Something must have happened that caused him to become emotionally mature (grow up) (As in: "A conservative is a liberal who was mugged"). Hahaha

Here are some other comments excerpted from the link below:

So Hitler should have won? I don't get it.

Substitute "Saddam" for "Hitler" and "Iraqis" for "Europeans".......didn't I just read that headline last week?

Posted by: Portia at October 17, 2003 10:20 AM
This is incredible. At first I thought it was a parody, similar to others I've seen inserting Germany or Japan in place of Iraq into the defeatist hand wringing we've seen so much of in the press. From my limited knowledge of Dos Passos (reading his USA trilogy) my recollection is that he was decidedly on the left end of the political spectrum, so his pessimism here is to be expected. What a great find. Mark Twain (I think) said that history doesn't repeat itself, but it does rhyme. This sure looks like a rerun to me.

Posted by: Dan at October 17, 2003 11:09 AM
Dos Passos was more like the Norman Mailer of his day. He was an over-the-hill leftist writer in 1946. He's best known for his modernist USA trilogy. I don't know - I only got halfway through The 42nd Parallel before giving up out of a combination of boredom, distraction and an overdue notice from the library.

Posted by: Mitch H. at October 17, 2003 11:12 AM
John Dos Passos was a highly respected novelist of that time (and to some extent still is). His politics are difficult to categorize, other than to say that in general he moved from left to right over the course of a lifetime. Of course being a great novelist has nothing to do with being a great reporter, and it seems that here he lets his experiences after World War I get in the way of clear analysis. He recalls that the post-WWI Europe was a better place than the (at the time) current post-war Europe, which no doubt it was as most cities were intact. The task of rebuilding Europe after WWII was enormous, and nothing like it had ever been tried before. Dos Passos had no perspective on the situation, he only thought he did.

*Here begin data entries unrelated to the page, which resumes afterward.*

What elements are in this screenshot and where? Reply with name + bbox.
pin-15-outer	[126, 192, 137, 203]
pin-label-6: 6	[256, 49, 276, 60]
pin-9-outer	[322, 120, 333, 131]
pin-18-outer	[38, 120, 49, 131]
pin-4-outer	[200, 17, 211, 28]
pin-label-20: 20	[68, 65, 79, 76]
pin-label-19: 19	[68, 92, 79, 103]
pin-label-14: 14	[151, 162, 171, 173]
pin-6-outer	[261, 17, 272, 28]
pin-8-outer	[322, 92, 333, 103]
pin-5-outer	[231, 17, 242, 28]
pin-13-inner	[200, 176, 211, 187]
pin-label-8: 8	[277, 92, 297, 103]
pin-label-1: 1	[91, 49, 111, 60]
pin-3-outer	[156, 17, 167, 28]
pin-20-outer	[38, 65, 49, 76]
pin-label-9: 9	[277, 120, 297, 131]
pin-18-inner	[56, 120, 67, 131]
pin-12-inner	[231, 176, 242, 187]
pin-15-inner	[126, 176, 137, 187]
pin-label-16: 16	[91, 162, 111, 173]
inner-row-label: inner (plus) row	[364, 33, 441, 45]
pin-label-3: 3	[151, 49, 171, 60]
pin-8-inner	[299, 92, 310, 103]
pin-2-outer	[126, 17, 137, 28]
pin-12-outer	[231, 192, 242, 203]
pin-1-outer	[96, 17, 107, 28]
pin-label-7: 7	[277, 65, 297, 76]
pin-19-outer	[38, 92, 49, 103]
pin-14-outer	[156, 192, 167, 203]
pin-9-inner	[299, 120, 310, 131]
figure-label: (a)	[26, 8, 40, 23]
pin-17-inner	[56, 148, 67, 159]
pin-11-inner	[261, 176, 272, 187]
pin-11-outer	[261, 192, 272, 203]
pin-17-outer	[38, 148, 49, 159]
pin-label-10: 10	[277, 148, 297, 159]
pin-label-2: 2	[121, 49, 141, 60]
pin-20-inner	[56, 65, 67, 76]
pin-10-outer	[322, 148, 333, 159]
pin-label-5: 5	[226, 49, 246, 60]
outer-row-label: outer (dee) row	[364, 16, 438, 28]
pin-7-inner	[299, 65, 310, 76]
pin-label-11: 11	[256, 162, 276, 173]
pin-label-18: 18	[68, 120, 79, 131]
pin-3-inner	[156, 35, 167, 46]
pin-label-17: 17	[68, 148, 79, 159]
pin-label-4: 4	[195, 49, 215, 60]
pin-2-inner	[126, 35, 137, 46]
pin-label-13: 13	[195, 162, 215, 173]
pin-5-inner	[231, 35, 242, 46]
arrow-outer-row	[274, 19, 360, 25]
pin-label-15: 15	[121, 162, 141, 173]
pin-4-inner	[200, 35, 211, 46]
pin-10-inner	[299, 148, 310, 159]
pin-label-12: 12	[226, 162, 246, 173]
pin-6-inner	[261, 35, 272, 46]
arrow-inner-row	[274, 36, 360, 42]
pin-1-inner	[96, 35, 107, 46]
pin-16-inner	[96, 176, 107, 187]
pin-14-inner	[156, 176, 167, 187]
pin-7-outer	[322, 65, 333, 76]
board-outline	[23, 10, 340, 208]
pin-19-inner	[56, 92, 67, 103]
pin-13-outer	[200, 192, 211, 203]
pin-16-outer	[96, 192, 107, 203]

Posted by: Tom Veal at October 17, 2003 11:19 AM
From article one:

"They [antecedent is an undefined 'people'] tell us that our mechanical de-nazification policy in Germany is producing results opposite to those we planned."

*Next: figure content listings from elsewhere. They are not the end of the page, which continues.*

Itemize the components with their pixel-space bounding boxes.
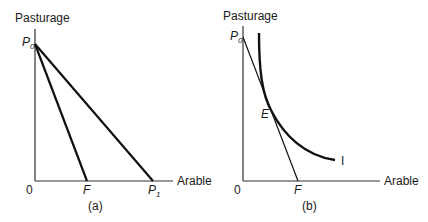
panel-a: Pasturage Arable 0 P0 F P1 (a): [15, 11, 212, 213]
line-p0-p1: [35, 44, 153, 181]
origin-label: 0: [234, 183, 241, 197]
f-label: F: [294, 183, 302, 197]
y-axis-label: Pasturage: [15, 11, 70, 25]
p1-label: P1: [148, 183, 160, 199]
caption-a: (a): [88, 199, 103, 213]
x-axis-label: Arable: [177, 174, 212, 188]
e-label: E: [261, 107, 270, 121]
p0-label: P0: [230, 29, 243, 45]
f-label: F: [83, 183, 91, 197]
p0-label: P0: [22, 35, 35, 51]
panel-b: Pasturage Arable 0 P0 E F I (b): [223, 9, 419, 213]
curve-i-label: I: [341, 154, 344, 168]
origin-label: 0: [26, 183, 33, 197]
y-axis-label: Pasturage: [223, 9, 278, 23]
line-p0-f: [35, 44, 87, 181]
x-axis-label: Arable: [384, 174, 419, 188]
indifference-curve: [259, 33, 335, 160]
diagram: Pasturage Arable 0 P0 F P1 (a) Pasturage…: [0, 0, 428, 222]
caption-b: (b): [302, 199, 317, 213]
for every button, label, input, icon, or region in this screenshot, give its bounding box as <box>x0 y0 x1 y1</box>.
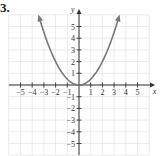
y-axis-label: y <box>70 5 75 14</box>
x-tick-label: 5 <box>136 88 140 97</box>
x-tick-label: 4 <box>124 88 128 97</box>
y-tick-label: −2 <box>66 104 75 113</box>
y-tick-label: 5 <box>71 23 75 32</box>
y-tick-label: 4 <box>71 34 75 43</box>
x-tick-label: −4 <box>28 88 37 97</box>
y-tick-label: 2 <box>71 58 75 67</box>
arrow-right-icon <box>115 14 120 22</box>
y-tick-label: −3 <box>66 116 75 125</box>
axes <box>9 9 155 155</box>
x-tick-label: 2 <box>100 88 104 97</box>
x-tick-label: 1 <box>89 88 93 97</box>
coordinate-plane: −5−4−3−2−112345−5−4−3−2−112345 x y <box>0 0 162 156</box>
x-axis-label: x <box>152 87 157 96</box>
y-tick-label: 1 <box>71 69 75 78</box>
x-tick-label: 3 <box>112 88 116 97</box>
x-tick-label: −5 <box>16 88 25 97</box>
y-tick-label: −1 <box>66 93 75 102</box>
arrow-left-icon <box>38 14 43 22</box>
y-tick-label: −4 <box>66 128 75 137</box>
x-tick-label: −3 <box>40 88 49 97</box>
y-tick-label: 3 <box>71 46 75 55</box>
x-tick-label: −2 <box>51 88 60 97</box>
y-tick-label: −5 <box>66 140 75 149</box>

This makes me think of criticisms today that the policy of de-Ba'ath-ification is wrong-headed. ...

Posted by: Greg V. at October 17, 2003 11:20 AM
John Dos Passos was a leftist radical commie. Some things never change. It was called communist propaganda in it's day. Now is called "progressive". ...


Posted by: jim rose at October 17, 2003 11:30 AM
I have to admit that I don't actually know much abut Dos Passos in his later life. What I've read of his novels were to the left of Trotsky, but those were written in the early 30s.

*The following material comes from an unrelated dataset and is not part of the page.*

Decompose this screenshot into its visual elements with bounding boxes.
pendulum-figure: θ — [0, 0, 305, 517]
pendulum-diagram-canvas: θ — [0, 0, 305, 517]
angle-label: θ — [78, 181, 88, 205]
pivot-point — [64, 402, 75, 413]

Posted by: Mitch H. at October 17, 2003 11:51 AM
Great find, and there are probably many more articles like this from that ear.
On first blush the "a great many Europeans feel" line seems simply a euphemism for "John Dos Passos feels." But it turns out that Dos Passos was an ardent anti-fascist, so it is unlikely that he actually believed that the Marshall Plan, de-nazification and post-war reconstruction were worse than Hitler. More likely this is simply Dos Passos, a literate intellectual, unconsciously digesting and regurgitating the life work of leftist, pro-Soviet college professors in the West. Likewise, today's media types unconsciously echo the tenured "higher education" establishment, despite their lengthy record of being dead wrong.
Articles such as this one, however, remind us of the past and help us see through the nonsense and stay on course.
One day our children will be flying into Baghdad Internation Airport on business or pleasure trips as they now routinely fly to Berlin or Tokyo - and occupying their time on the flight reading (like a bad deja vu) magazine articles influenced by the same always-get-it-wrong college professors. If it were not so sad it would be funny.

Posted by: Sergio at October 17, 2003 11:57 AM
The author, the late novelist John Dos Passos, was a leftist (although I think he later changed his thinking). Look him up.

Lefties would have liked nothing better than for us to cut and run in Europe because it would have made life easier for Stalin. So Dos Passos' politics gave him a conflict of interest.

Posted by: J Bowen at October 17, 2003 11:59 AM
John Dos Passos has a reputation as a great post-modernist novelist, but was basically a dyed-in-the-wool pinko when his famous (and insufferably boring) trilogy "USA" was published. I had to study him in my American and African American Studies mini-minor at college, under a Robert Fisk impersonater of a professor (Why I indulged in such masochism is a worrying reflection on my personality).

His books highlighted the struggles of the union worker "proletariat" facing the evil heartless capitalist "bourgeois". He was anti-fascist, just like Stalin ; i.e. opposing one great evil only to support another is nothing to be proud of.

As you can see, history will judge him over time to be just another lefty loon, as soon as the draft-dodging former-hippy baby-boomer English Professors of today retire.

Excerpted comments snipped. Click here to read more:

http://www.jessicaswell.com/MT/archives/000872.html
14 posted on 10/21/2003 8:53:42 AM PDT by Matchett-PI (Why do America's enemies desperately want DemocRATS back in power?)